The opera is based on Part III of the story and omits many elements, such as Carmen's husband.

According to Henri Martineau, editor of a collection of Mérimée's fiction, the etymologies at the end are "extremely suspect". This part consists of scholarly remarks on the Romani: their appearance, their customs, their conjectured history, and their language. Don José ends his tale by saying that the Romani are to blame for the way they raised Carmen. He stabbed her to death and then turned himself in. She said that she knew from omens that he was fated to kill her, but "Carmen will always be free," and as she now hated herself for having loved him, she would never give in to him. José, mad with jealousy, begged her to forsake other men and live with him they could start an honest life in America. However, she told him she loved him less than before, and she became attracted to a successful young picador named Lucas. After her husband joined the band, José provoked a knife fight with him and killed him.

With the outlaws, he progressed from smuggling to robbery, and was sometimes with Carmen but suffered from jealousy as she used her attractions to further the band's enterprises he also learned that she was married. In the ensuing fight, José killed the lieutenant. He looked for her at the house of one of her Romani friends, but she entered with his lieutenant. She convinced him by speaking Basque that she was half Basque, and he let her go, for which he was imprisoned for a month and demoted.Īfter his release, he encountered her again and she repaid him with a day of bliss, followed by another when he allowed her fellow smugglers to pass his post. A few hours later, he arrested her for cutting "x"s in a co-worker's face in a quarrel. As he alone in his unit ignored her, she teased him. One day he met Carmen, then working in the cigar factory he was guarding. Statue of Carmen on the Paseo Alcalde Marqués de Contadero, Seville The guide tells the author that the man is the robber known as Don José Navarro and leaves to turn him in, but the author warns Don José, who escapes. They stay in the same primitive inn that night. Instead of fleeing, the author befriends the man by sharing cigars and food. While searching for the site of the Battle of Munda in a lonely spot in Andalusia, the author meets a man who his guide hints is a dangerous robber. (Every woman turns sour/Twice she has her hour/One is in bed/The other is dead).įor readers of Ancient Greek, this set the theme of the tale: a ferocious woman, sex, and death. The work is prefaced by an untranslated quotation from the poet Palladas: Mérimée tells the story as if it had really happened to him on his trip to Spain in 1830.

Only the first three appeared in the original publication in the October 1, 1845, issue of the Revue des deux Mondes (Review of the Two Worlds) the fourth first appeared in the book publication in 1846.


WHAT TO WORK ON:
Restate all of the entries exactly, dropping any pictures they hold.

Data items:
------------
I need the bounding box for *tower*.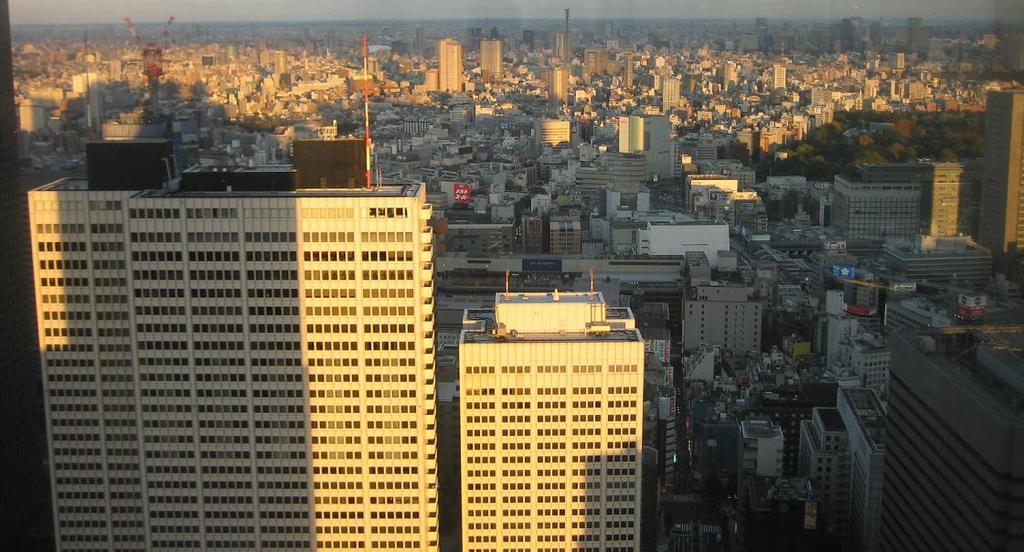
Here it is: [429, 274, 651, 551].
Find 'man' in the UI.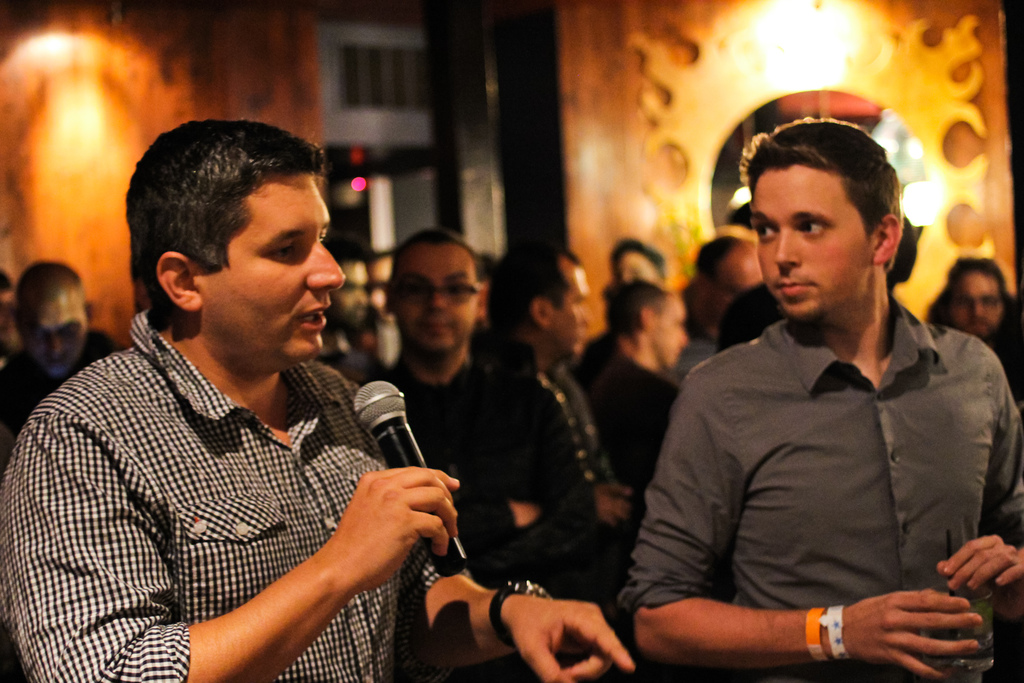
UI element at x1=467 y1=239 x2=639 y2=528.
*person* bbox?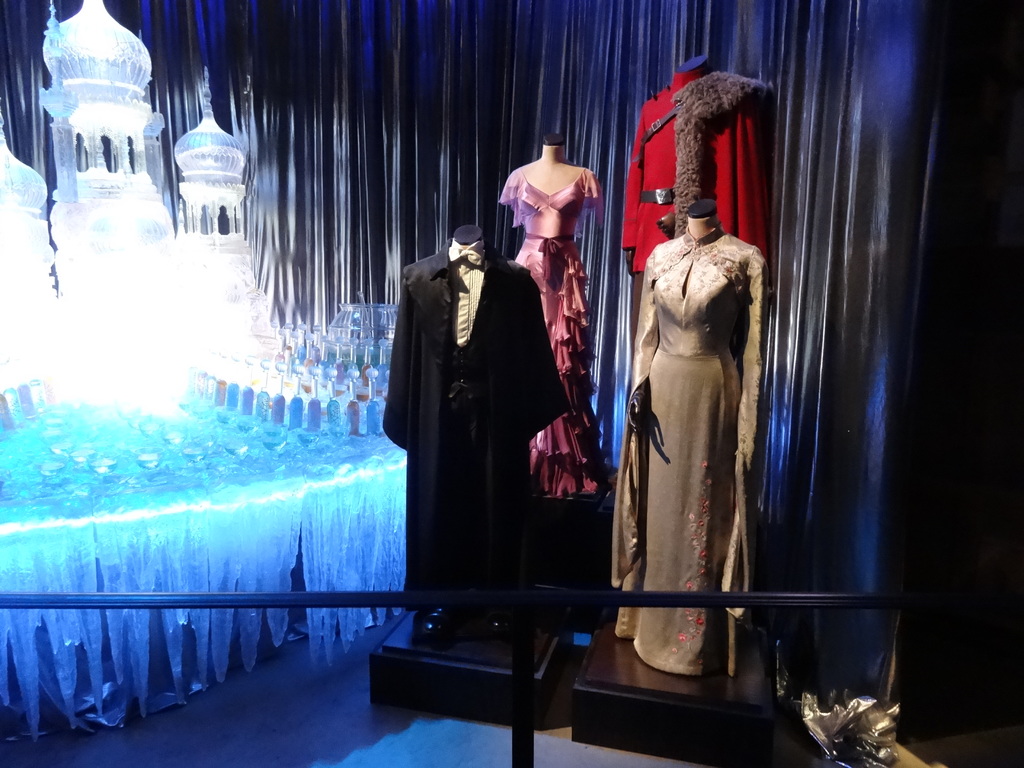
[387,186,588,658]
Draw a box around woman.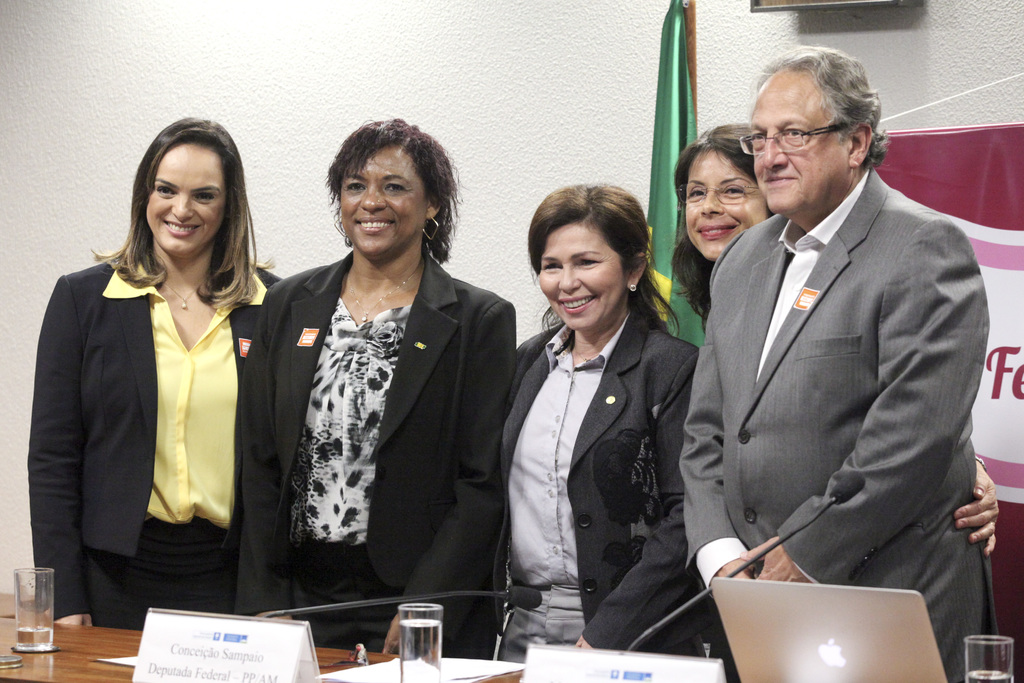
box=[668, 121, 996, 541].
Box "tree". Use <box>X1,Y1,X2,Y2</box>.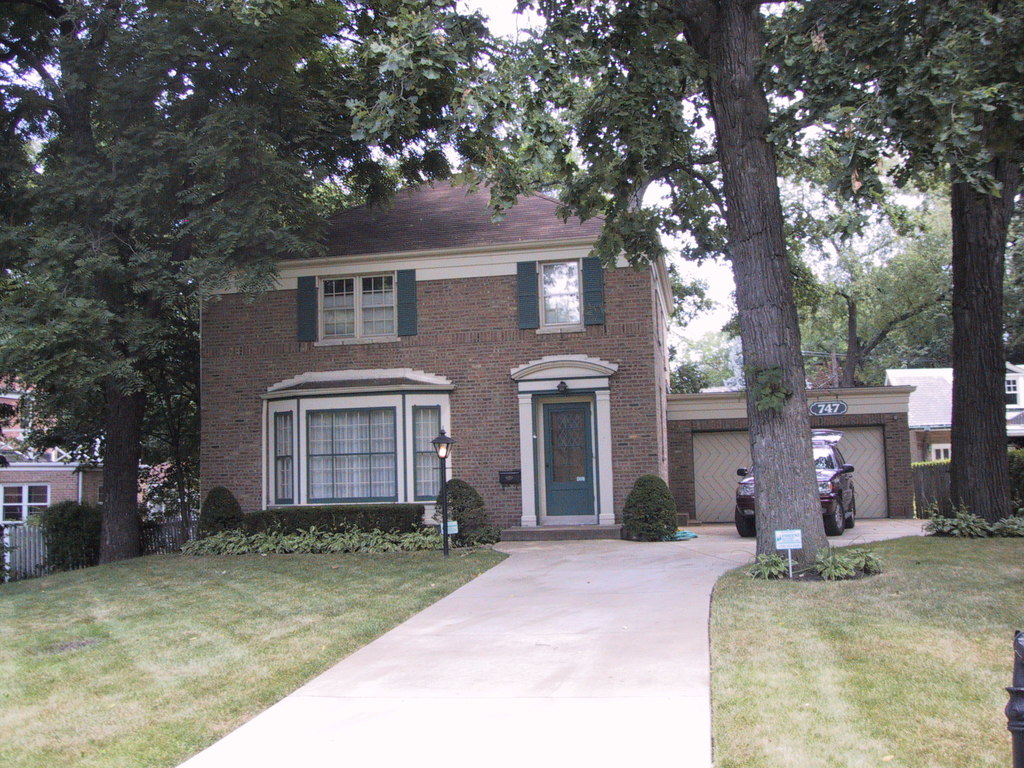
<box>776,148,954,390</box>.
------------
WRITTEN RESPONSE:
I need the bounding box for *tower*.
Here it is: [429, 274, 651, 551].
Find 'man' in the UI.
UI element at x1=467 y1=239 x2=639 y2=528.
*person* bbox?
[387,186,588,658]
Draw a box around woman.
box=[668, 121, 996, 541].
Box "tree". Use <box>X1,Y1,X2,Y2</box>.
<box>776,148,954,390</box>.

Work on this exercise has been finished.